The button may have been purchased at an O’Connell mass meeting in Ireland, which often carried a fair-like atmosphere and attracted salespeople and peddlers; however, this is not necessarily the only place where such a “mass consumption” item may have been available. Certainly the button may have had functional meaning only—it was simply a button. However, with the clear political message of the button, as well as the connection between Ireland and Ontario in the 1800s, this is unlikely.

[distance1]

The Father Mathew “Waste” Bowl
Two angles of the Father Mathew bowl.
Two angles of the Father Mathew bowl.

This white earthenware waste or slop bowl was found among the remains of a mid-nineteenth century house at the corner of Bathurst and Adelaide in downtown Toronto. It was part of a tea set and cold tea was poured into it, before filling one’s cup again. It is decorated with the image of Father Theobold Mathew administering a temperance oath to a group of his followers. This exact image is also depicted on a teacup recovered from a site where Irish immigrants lived in the mid- to late-nineteenth-century known as the Five Points in New York City (Yamin 1998). The image depicts an acceptance of the Temperance Movement that preached that indulging in excess, intemperance, and immortality led to disease and melancholy.

Catholic temperance organizations were formed in the early-to-mid nineteenth century to offset the connection between Irish Catholics and alcohol. Some of the more popular temperance movements were inspired by the Irish priest Father Theobold Mathew, who at the request of the church travelled around the United States for two years to spread the word about abstaining from alcohol and other forms of immoral behaviour.
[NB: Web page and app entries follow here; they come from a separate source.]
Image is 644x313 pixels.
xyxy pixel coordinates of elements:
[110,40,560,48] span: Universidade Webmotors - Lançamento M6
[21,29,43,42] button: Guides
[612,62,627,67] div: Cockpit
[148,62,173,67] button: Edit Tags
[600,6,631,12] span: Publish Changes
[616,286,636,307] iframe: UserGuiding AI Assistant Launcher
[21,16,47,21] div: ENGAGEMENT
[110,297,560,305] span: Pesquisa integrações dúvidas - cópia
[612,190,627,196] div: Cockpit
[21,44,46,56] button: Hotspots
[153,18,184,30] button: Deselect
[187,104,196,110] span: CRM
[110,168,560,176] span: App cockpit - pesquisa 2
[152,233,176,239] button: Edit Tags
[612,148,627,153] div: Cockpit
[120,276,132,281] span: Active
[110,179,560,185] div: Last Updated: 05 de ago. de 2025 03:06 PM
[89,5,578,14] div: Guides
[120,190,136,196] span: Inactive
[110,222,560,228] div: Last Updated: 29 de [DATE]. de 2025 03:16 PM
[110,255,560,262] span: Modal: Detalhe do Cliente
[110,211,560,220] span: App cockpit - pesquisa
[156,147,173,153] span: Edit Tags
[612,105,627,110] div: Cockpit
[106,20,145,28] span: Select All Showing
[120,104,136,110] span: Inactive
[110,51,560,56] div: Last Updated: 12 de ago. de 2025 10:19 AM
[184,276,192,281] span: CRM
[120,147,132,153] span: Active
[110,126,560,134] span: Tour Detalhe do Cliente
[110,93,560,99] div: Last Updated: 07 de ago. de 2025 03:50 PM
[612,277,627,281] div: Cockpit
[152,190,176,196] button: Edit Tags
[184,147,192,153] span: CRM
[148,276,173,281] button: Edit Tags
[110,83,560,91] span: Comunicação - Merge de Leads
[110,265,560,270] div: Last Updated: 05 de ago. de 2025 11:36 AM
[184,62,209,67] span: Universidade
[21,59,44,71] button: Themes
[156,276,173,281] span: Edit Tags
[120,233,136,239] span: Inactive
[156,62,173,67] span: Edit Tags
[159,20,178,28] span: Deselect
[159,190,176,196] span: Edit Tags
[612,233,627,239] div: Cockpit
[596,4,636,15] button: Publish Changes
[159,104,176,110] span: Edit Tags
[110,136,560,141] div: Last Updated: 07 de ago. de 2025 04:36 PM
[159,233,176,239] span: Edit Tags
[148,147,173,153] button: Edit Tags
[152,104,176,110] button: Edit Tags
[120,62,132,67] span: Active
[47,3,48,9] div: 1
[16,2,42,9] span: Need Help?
Stephan Brighton (2008) has interpreted the image on the Five Points teacup as a symbol of Irish cultural identity and social conversion in the “struggle to become Irish-American citizens”. During that time, the American protestant community believed Irish Catholic immigrants were a “social plague” on society because of their use of alcohol. The idea was that there were two groups: the deserving poor and the undeserving poor, with the later labeled so because of their supposed intemperate and delinquent lifestyles. The fact that a waste bowl with the same image was discovered in Toronto speaks to the popularity and widespread knowledge of Father Mathew in North America.

[distance1]

The Irish Harp Brooch 
Irish harp brooch
Irish harp brooch

This copper-alloy brooch was discovered at the Toronto General Hospital site, on King Street West in downtown Toronto. The Toronto General Hospital figured prominently in the history of Toronto as the place where many of the 100,000 Irish immigrants who landed spent time in the summer of 1847 (for more information, see Mark McGowan’s book Death or Canada: The Irish Famine Migration of Toronto, 1847, and see the film here).
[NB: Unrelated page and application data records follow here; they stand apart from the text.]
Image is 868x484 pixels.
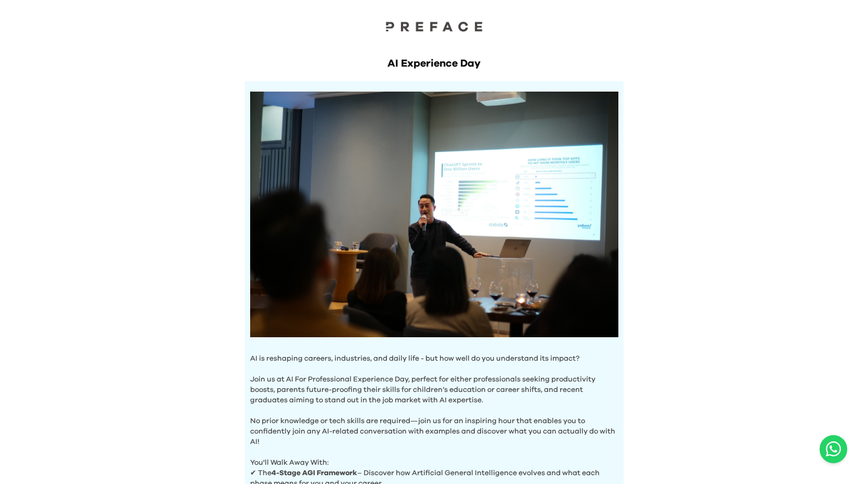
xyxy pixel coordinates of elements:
b: 4-Stage AGI Framework [272,469,357,476]
p: You'll Walk Away With: [250,447,619,468]
p: AI is reshaping careers, industries, and daily life - but how well do you understand its impact? [250,353,619,364]
h1: AI Experience Day [245,56,624,71]
button: Open WhatsApp chat [820,435,848,463]
img: Preface Logo [382,20,486,32]
a: Chat with us on WhatsApp [820,435,848,463]
p: No prior knowledge or tech skills are required—join us for an inspiring hour that enables you to ... [250,405,619,447]
p: Join us at AI For Professional Experience Day, perfect for either professionals seeking productiv... [250,364,619,405]
img: Hero Image [250,91,619,338]
a: Preface Logo [382,20,486,35]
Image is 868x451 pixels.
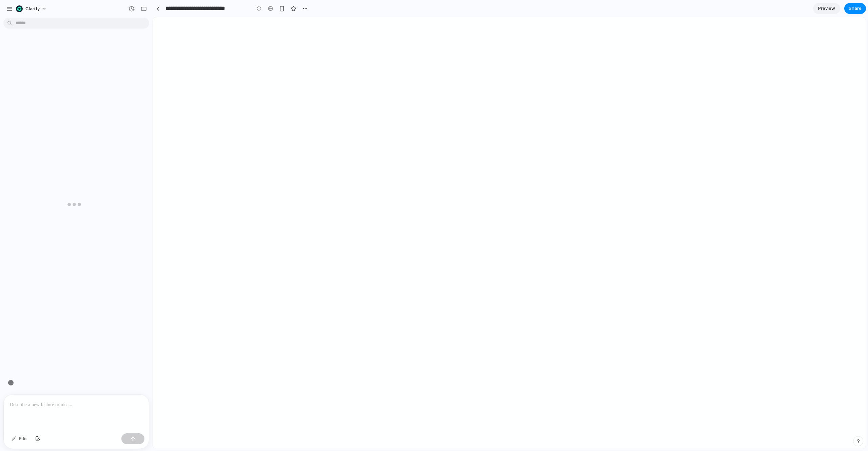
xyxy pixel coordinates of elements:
[849,5,862,12] span: Share
[813,3,840,14] a: Preview
[25,5,40,12] span: Clarify
[13,3,51,14] button: Clarify
[844,3,866,14] button: Share
[818,5,835,12] span: Preview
The brooch shows an Irish Lady Harp, surrounded by an English Rose and a Scottish Thistle. This unison symbolizes a belief in Ireland belonging to a UK – one with England and Scotland. “Friendly societies” produced items like this so that members could display their support for such a movement.

 

If you would like to read more information on the Toronto General Hospital – an early nineteenth century building which housed thousands of ill Irish immigrants – please visit our Featured Project page on the site.

References

Brighton, Stephen (2008) Collective Identities, the Catholic Temperance Movement, and Father Mathew: The Social History of a Teacup. Northeast Historical Archaeology, 37 (1): 3.

Foster, R. F. (1988) Modern Ireland 1600-1972. Penguin, London.

Gallman, James Matthew (2000) Receiving Erin’s Children: Philadelphia, Liverpool, and the Irish Famine Migration 1845-1855. University of North Carolina, Chapel Hill.

Kee, Robert (1972) The Most Distressful Country. Penguin, London.

McGowan, Mark (2009) Death or Canada: The Irish Famine Migration to Toronto, 1847. Novalis Publishing Inc.

Yamin, Rebecca (1998) Lurid Tales and Homely Stories of New York’s Notorious Five Points. Historical Archaeology, 32 (1): 74-85.